| DIRECTIONS FOR THIS TASK |
Skip the pictures. Return exactly the lines from the one containing "Find the location of a particular element. This" through the end of the entries below.

[Stored data]
————
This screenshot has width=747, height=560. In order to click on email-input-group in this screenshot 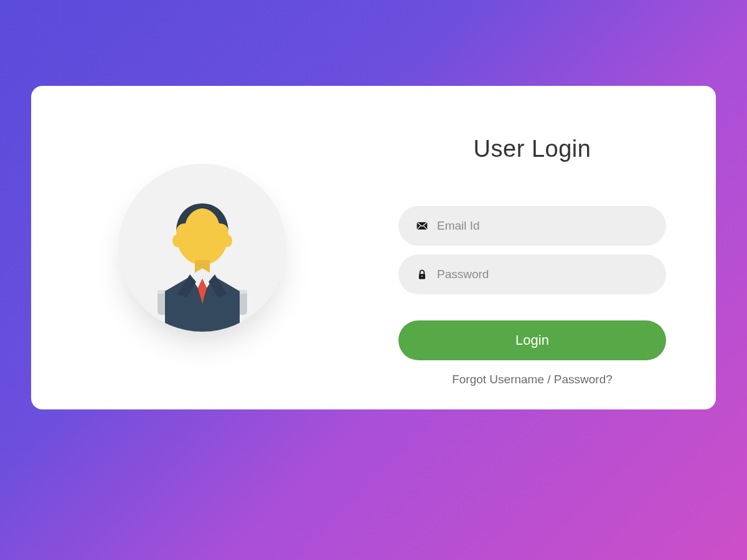, I will do `click(532, 226)`.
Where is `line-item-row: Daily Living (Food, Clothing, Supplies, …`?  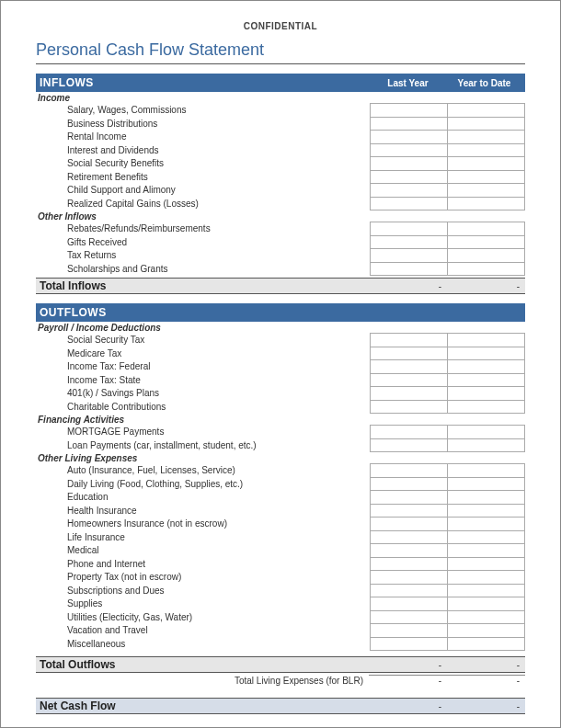 line-item-row: Daily Living (Food, Clothing, Supplies, … is located at coordinates (280, 485).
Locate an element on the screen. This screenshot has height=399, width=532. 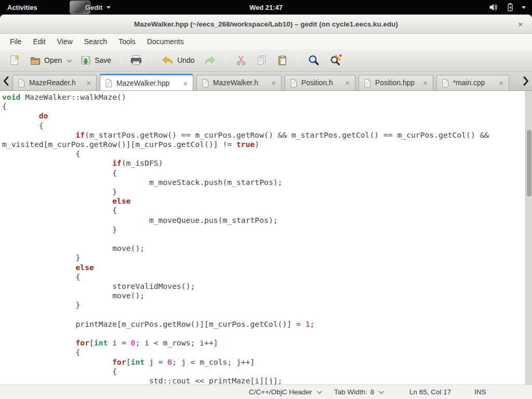
volume-icon is located at coordinates (494, 7).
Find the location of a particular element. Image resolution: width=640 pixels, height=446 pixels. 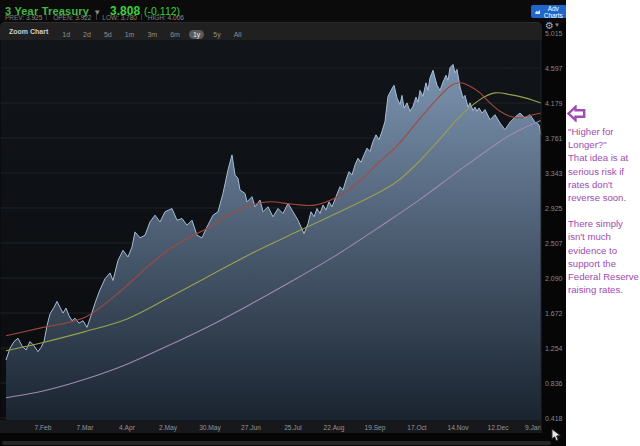

zoom-option-1y: 1y is located at coordinates (196, 34).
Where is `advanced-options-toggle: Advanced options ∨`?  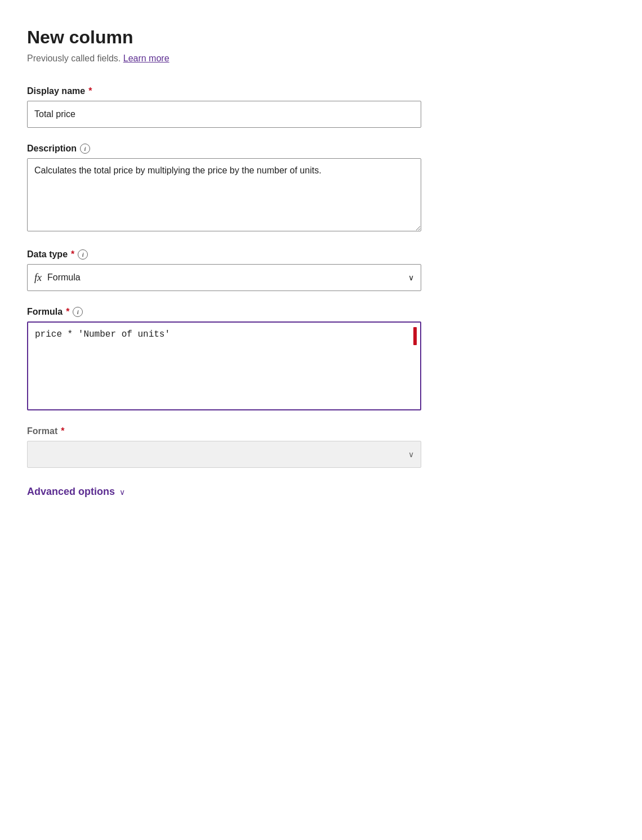 advanced-options-toggle: Advanced options ∨ is located at coordinates (321, 492).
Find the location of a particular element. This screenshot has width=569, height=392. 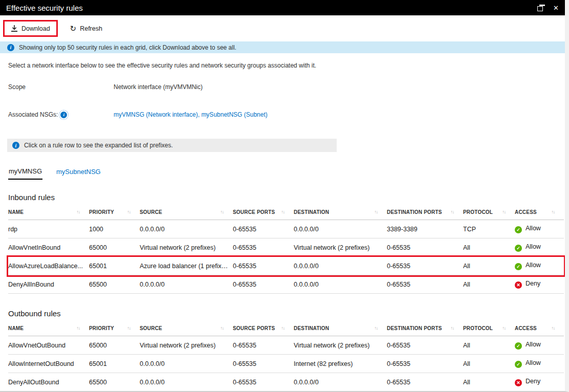

rule-row: rdp10000.0.0.0/00-655350.0.0.0/03389-338… is located at coordinates (286, 229).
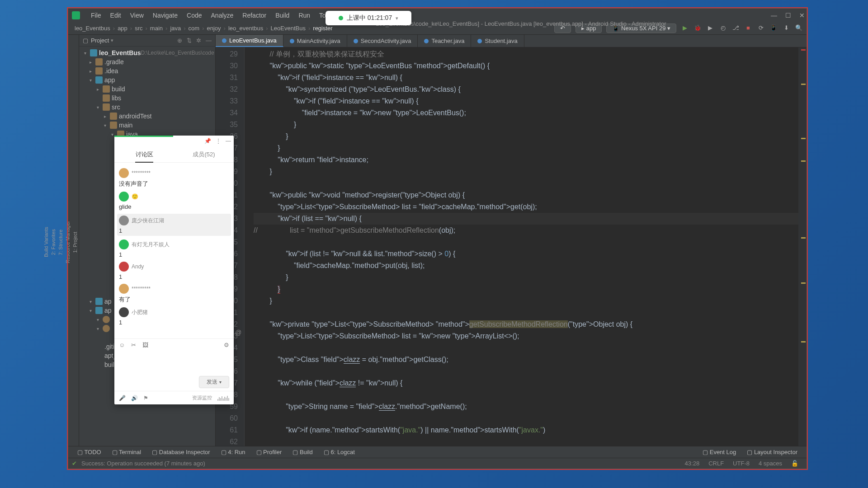  I want to click on crumb: LeoEventBus, so click(288, 28).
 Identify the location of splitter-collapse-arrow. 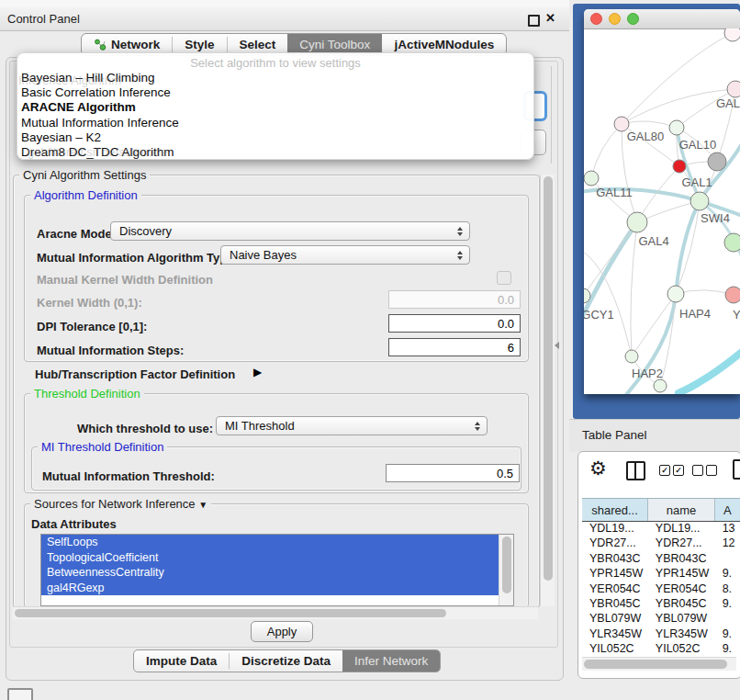
(556, 345).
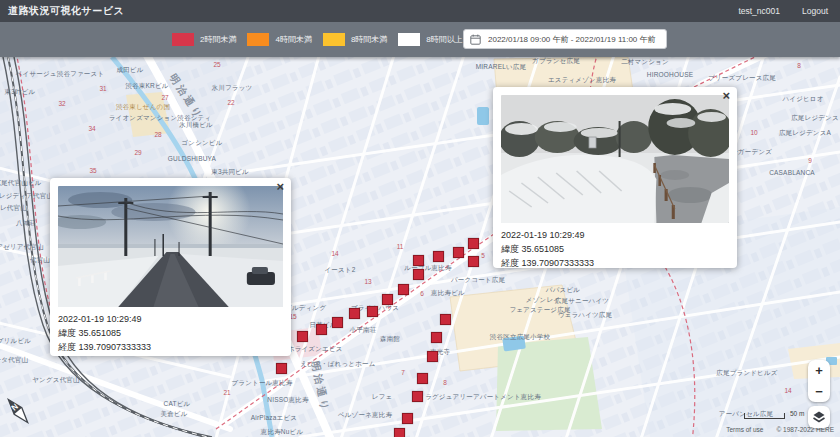  I want to click on block-number: 31, so click(102, 88).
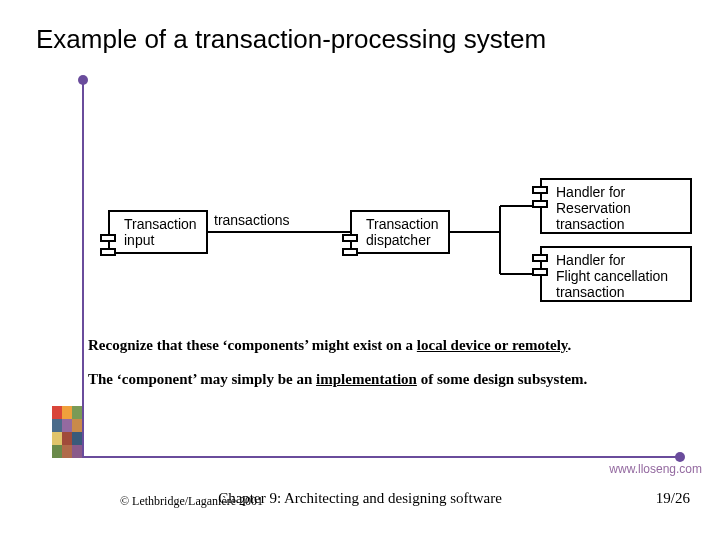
————
| YOUR SOLUTION |
Find the location of a particular element. This screenshot has width=569, height=392. 

rule-row: rdp10000.0.0.0/00-655350.0.0.0/03389-338… is located at coordinates (286, 229).
  I want to click on crumb: LeoEventBus, so click(288, 28).
 Identify the location of splitter-collapse-arrow. 
(556, 345).
  I want to click on block-number: 31, so click(102, 88).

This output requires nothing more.